Superficially, this is just peer pressure writ large. But as scientists are learning, the groups with which people identify are fungible (the woman never thought of herself as a member of the "Petrified Forest visitors" group). To understand why people do as they do, you need to look at the group with which they identify at the time.
That realization is shaping scientists' understanding of suicide bombers, whose numbers have soared. Who are they? Not the cowardly psychopaths or sociopaths you might expect. "There is little to no evidence that they are mentally unbalanced," says Todd Stewart, a retired Air Force general who now directs the Program for International and Homeland Security at Ohio State University. From the Sept. 11 attackers to Palestinian suicide bombers to al Qaeda terrorists, they are educated, fairly well off and "not necessarily from fanatically religious families," he says.
This alarmingly normal profile is why the National Science Foundation gave anthropologist Scott Atran, a research director at the National Center for Scientific Research, Paris, emergency funding to study groups that sponsor suicide attacks. He just spent three weeks in Gaza and the West Bank, where he spoke to counterterrorism strategists, fugitive Hamas leaders, would-be suicide bombers and families of "martyrs."
"None of the supporters of suicide terrorism I interviewed, especially at al-Najah University, were poor, uneducated, socially estranged or psychologically deranged," says Prof. Atran. "They are idealistic and compassionate, and think they can change the world. That makes the whole thing more frightening than if they were just crazies off the street." In a study of al Qaeda recruits, forensic psychiatrist Marc Sageman of the University of Pennsylvania finds a similar pattern: Many attended college and are economically better off than most Palestinians or European Muslims, and they are often "the elite of their countries," he says.
But suicide terrorists are not rational in the way science understands the term. They do not weigh risks and benefits or winning and losing strategies. For the suicide bomber, says Prof. Atran, " 'sacred values' and fervor trump rational interest." For instance, when he asked young Hamas supporters whether a martyr is "more deserving" if he kills 10 of the enemy or 100, all responded that it would not matter if the martyr killed no one but himself. He also asked, if your father were dying and your mother asked you to delay your suicide operation, would you? All answered that "duty to God" cannot be delayed for even a minute.

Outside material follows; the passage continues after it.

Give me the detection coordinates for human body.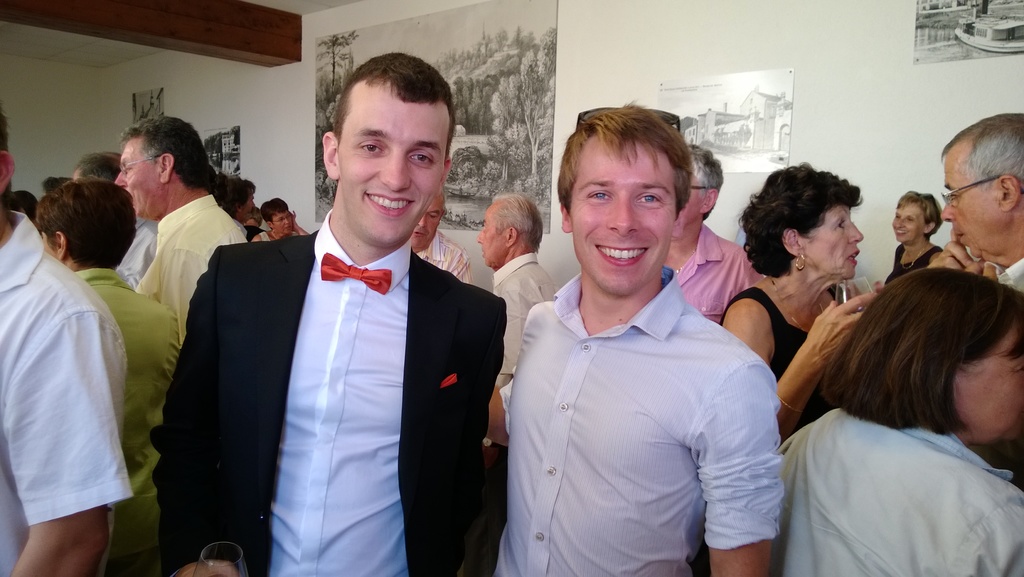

Yet When Prof. Atran got aspiring martyrs alone, "there was a lot more nuance, flexibility and doubt," he says. "They're not so sure anymore, whereas in the group they're convinced of what they're saying."
That's why insights into suicide attackers will have to come from understanding group dynamics, not individual psychology, says Gen. Stewart. "Group norms are more important than individual traits" in creating a suicide bomber, he says. Terrorist leaders make recruits view the group -- terrorist cell or larger society -- as a pseudofamily for whom they will give their life. That manipulation can trump individual personality to produce horrific behavior in ordinary people.
Psychology experiments show how disturbingly easy it is to manipulate people into committing atrocities. The key is to inculcate a sense of belonging and hence obligation to a group. In the controversial "Stanford Prison Experiment" in 1971, for instance, 24 normal college-age men were assigned to be guards or prisoners. The "guards" quickly became sadistic, engaging in what Stanford University psychologist Philip Zimbardo called "pornographic and degrading abuse of the prisoners," presaging the behavior of American troops at Abu Ghraib prison.
We won't prevent suicide attacks by trying to profile terrorists; they're not different enough from everyone else. The best hope, says Gen. Stewart, may be to understand how terrorist groups "socialize" recruits and exploit their desire for status and belonging -- and then to offer these young people an alternative. The group a person identifies with, as the woman at Petrified Forest showed, is not set in stone.